Saturday, May 29, 2010

Toms River, New Jersey woman sentenced to prison for theft from St. Vincent De Paul

Despite a 57-year-old Toms River woman's failing health that necessitates constant use of an oxygen tank, she was sentenced Thursday to three years in prison for stealing more than $18,000 from charity. "She stole from the poor to give to the rich," Senior Assistant Ocean County Prosecutor Martin Anton said of Stephanie Iacopino before she was sentenced for the theft.
Iacopino, of Encinatas Drive, admitted in January that she stole more than $18,000 from the St. Vincent de Paul Society of the Church of St. Martha in Point Pleasant and gambled the money away in Atlantic City.
The St. Vincent de Paul Society is a charity that helps the poor.
Anton said she stole the money to fuel a gambling habit.
In fact, in apologizing to Superior Court Judge Francis R. Hodgson for the theft, Iacopino, who carried a portable oxygen tank with her, said she knew what she was doing was wrong when she placed the charity's ATM card into the cash machine at the Borgata casino in Atlantic City.
When she entered her guilty plea, Iacopino admitted that she stole the card from her husband, who at the time was the treasurer of the charity, and used it to make a series of withdrawals.
The thefts occurred between July of 2008 and April of 2009.
Iacopino was charged with second-degree theft, which carries a term of imprisonment from five to 10 years, as a result of an investigation by prosecutor's Detective James Conroy. She pleaded guilty to a downgraded charge of third-degree theft in a plea bargain that called for a four-year prison term.

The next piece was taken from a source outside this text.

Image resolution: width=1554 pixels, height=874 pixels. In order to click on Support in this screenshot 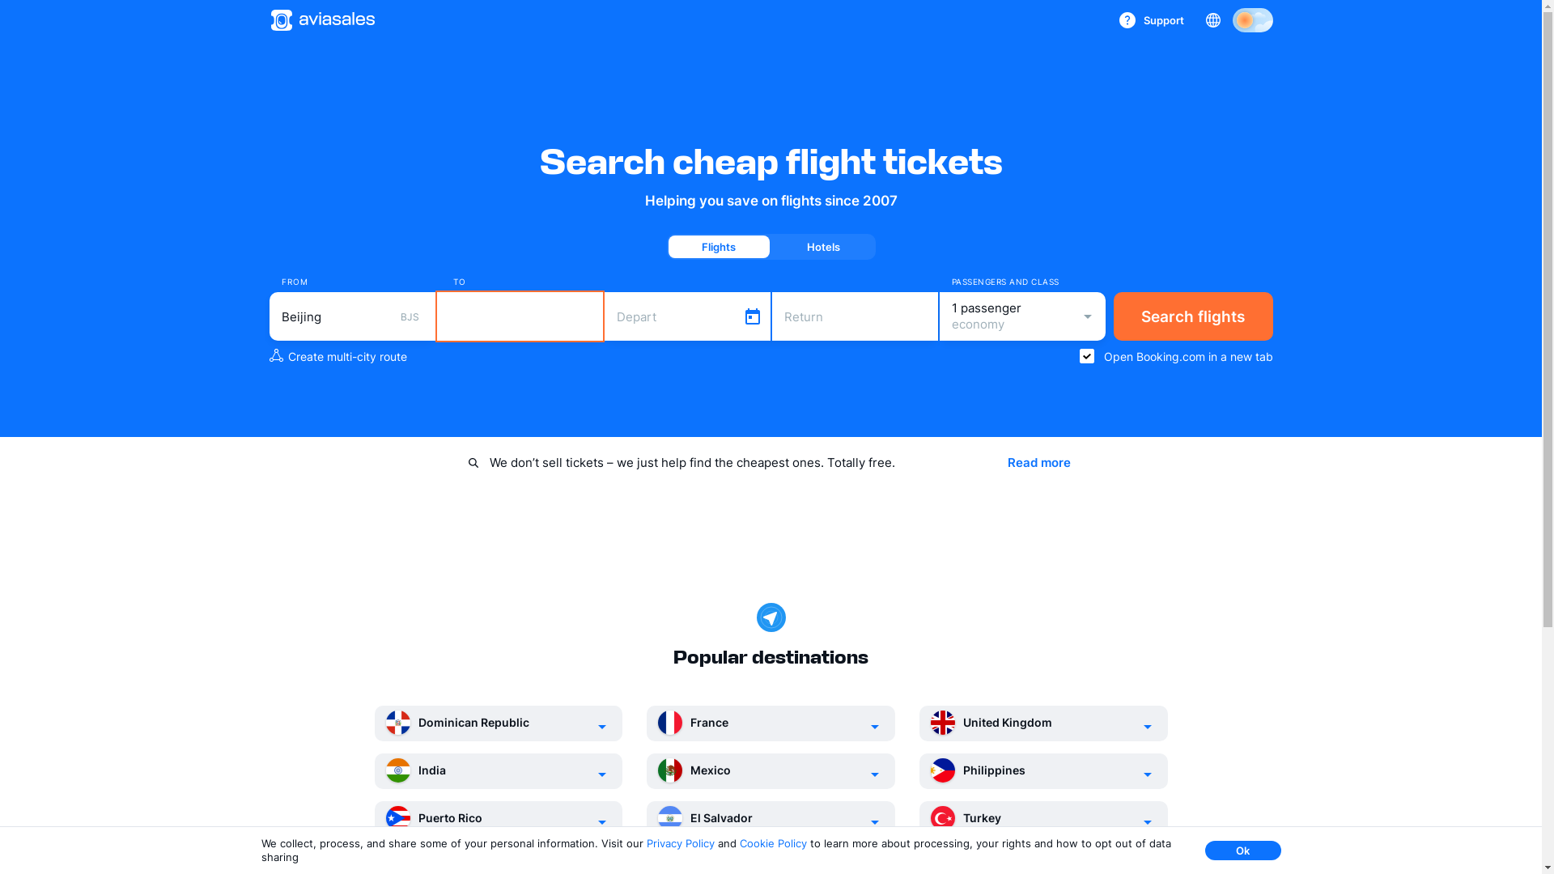, I will do `click(1152, 20)`.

Hodgson shaved a year off of that after the defendant's attorney, Vincent Falcetano, told the judge his client has suffered a series of strokes and has been hospitalized several times since she entered her plea. Falcetano told the judge Iacopino requires an oxygen machine 24 hours a day.
Hodgson said Iacopino could be a good candidate for the state Parole Board's Intensive Supervision Program, in which nonviolent offenders are released early from prison and placed under strict supervision. The judge ordered the defendant to make $18,305 in restitution to the charity from which she stole.